Susie Dent on the real people behind our most popular expressions
'Jack the lad' 'Maverick' and 'on your Tod', our columnist reveals the real-life stories of the people behind some of our most famous words and sayings.
'Jack the lad' 'Maverick' and 'on your Tod', our columnist reveals the real-life stories of the people behind some of our most famous words and sayings.
If ever someone wanted to introduce a competition called ‘I’m a Celebrity, Get me in the Dictionary’, it might be hotly contested. The English lexicon is packed full of the names of people past and present who have achieved lasting linguistic fame.
From the French trapeze artist Jules Léotard to the peckish Earl of Sandwich, the boot-wearing Duke of Wellington to the musical Adolphe Sax, eponyms have populated the dictionary for centuries.
But that’s not all, for people reside in its pages in other ways, too: who, for example, was the original Jack the Lad? Was there ever a real flaming Nora or a flipping Ada? And why did Billy No-Mates find himself all alone?
Sometimes, the inspirations for these various personalities are long forgotten. We may never know, for example, the Mickey Bliss who inspired the expression ‘taking the Mickey’, and whose surname provided a useful if rather rude example of rhyming slang (think Mickey Bliss/p***). In other cases, names were simply used generically, as is almost certainly the case with Tom, Dick and Harry.
Pet names have often found their way into language, from the garden robin to the Jack of ‘steeplejack’ and the French Pierre, ‘Peter’, that inspired the word ‘parrot’.
Happily, in other instances, we do know the identity of the person behind a phrase. Jack the Lad, for instance, was Jack Sheppard, born into poverty in 18th-century London. He quickly fell into such crimes as pickpocketing, but his notoriety rests on his spectacular escapes from prison, including in one case picking the locks of six doors that led to the roof.
Sheppard became a folk hero in London and was fondly known as ‘Jack the Lad’. When the authorities did finally catch up with him and Sheppard was taken to his execution by hanging at Tyburn in London, it's said that a third of the population of London came out to witness it.
Tod Sloan, meanwhile, was a star jockey whose enduring legacy to racing is the ‘monkey crouch’ position, in which riders lean low and far forward in the saddle. Sloan achieved such success, he even rode for the King, but fell dramatically from favour when he was accused of insider betting.
His career in tatters and his money gone, Sloan’s final years were far from happy. Historians have cleared him posthumously of any wrongdoing, but we remember him primarily as a sad piece of rhyming slang, in which ‘on your Tod (Sloan)’ means ‘on your own’.
There are hundreds more. The original maverick was Samuel Maverick, a land baron and politician from Texas who refused to brand his cattle. When neighbouring farmers spotted a stray animal on their fields, they would say, "There goes another maverick," inspiring the enduring use of the name for someone who refuses to conform to the rules.
Gordon Bennett!
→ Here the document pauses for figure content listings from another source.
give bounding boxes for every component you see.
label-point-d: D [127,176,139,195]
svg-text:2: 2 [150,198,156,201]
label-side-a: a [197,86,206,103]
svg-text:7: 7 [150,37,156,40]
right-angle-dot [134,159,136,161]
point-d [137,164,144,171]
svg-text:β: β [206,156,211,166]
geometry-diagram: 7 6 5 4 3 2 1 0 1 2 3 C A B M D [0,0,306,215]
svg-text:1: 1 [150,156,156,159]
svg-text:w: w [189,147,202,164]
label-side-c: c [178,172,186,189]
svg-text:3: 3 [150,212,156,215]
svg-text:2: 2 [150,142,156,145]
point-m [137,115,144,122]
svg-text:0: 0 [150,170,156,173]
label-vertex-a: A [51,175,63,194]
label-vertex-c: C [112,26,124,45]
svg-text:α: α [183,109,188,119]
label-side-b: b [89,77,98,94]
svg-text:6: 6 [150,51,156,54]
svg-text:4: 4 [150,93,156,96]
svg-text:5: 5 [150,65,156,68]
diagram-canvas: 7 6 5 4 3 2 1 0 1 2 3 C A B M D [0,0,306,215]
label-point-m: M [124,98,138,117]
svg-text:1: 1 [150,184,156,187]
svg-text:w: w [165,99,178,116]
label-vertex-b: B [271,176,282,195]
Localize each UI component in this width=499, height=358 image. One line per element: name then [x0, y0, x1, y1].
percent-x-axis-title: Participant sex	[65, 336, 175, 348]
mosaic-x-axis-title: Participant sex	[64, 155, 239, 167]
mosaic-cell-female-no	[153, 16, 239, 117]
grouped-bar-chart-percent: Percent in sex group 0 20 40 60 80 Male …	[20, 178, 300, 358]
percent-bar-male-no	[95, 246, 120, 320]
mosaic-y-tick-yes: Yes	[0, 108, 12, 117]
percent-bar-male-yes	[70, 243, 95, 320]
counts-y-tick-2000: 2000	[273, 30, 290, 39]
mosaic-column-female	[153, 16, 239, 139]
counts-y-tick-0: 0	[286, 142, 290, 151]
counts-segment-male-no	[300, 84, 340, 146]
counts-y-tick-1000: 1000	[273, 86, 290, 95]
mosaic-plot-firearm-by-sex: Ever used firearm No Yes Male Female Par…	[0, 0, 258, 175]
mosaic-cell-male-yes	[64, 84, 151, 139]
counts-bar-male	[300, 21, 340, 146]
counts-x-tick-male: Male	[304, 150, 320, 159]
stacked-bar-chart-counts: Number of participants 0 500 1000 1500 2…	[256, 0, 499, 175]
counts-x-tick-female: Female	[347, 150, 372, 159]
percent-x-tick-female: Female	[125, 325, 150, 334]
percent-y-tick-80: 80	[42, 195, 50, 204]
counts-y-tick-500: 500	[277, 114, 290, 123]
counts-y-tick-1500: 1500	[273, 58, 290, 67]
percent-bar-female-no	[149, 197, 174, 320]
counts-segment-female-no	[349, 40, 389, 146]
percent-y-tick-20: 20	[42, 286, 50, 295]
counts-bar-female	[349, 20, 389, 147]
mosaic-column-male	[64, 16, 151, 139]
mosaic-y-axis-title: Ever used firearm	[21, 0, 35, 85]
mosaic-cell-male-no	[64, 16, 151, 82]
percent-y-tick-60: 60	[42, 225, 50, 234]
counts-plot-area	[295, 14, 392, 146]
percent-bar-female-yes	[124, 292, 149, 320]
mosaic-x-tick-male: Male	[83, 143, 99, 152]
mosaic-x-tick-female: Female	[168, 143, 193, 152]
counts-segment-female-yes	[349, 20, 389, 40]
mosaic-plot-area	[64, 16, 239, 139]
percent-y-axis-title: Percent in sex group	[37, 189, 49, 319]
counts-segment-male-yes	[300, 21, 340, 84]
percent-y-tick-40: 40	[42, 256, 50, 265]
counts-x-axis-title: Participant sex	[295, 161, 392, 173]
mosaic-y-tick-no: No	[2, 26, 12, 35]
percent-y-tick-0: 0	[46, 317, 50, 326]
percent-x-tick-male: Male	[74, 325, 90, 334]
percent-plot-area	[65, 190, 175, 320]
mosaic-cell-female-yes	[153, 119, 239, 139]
Why so many? Well, I can tell you that the name behind this exclamation was the son of a newspaper magnate and an international playboy. His giddy exploits propelled his name into the news, but it was as a useful and euphemistic sidestep for ‘gor blimey’ that he achieved lasting fame.
Who will be the household names in the dictionary of the future, I wonder? Time will tell, but notoriety in language can be risky – just ask Mickey Bliss. Is it something I would wish for? There is only one answer to that: not on your Nelly.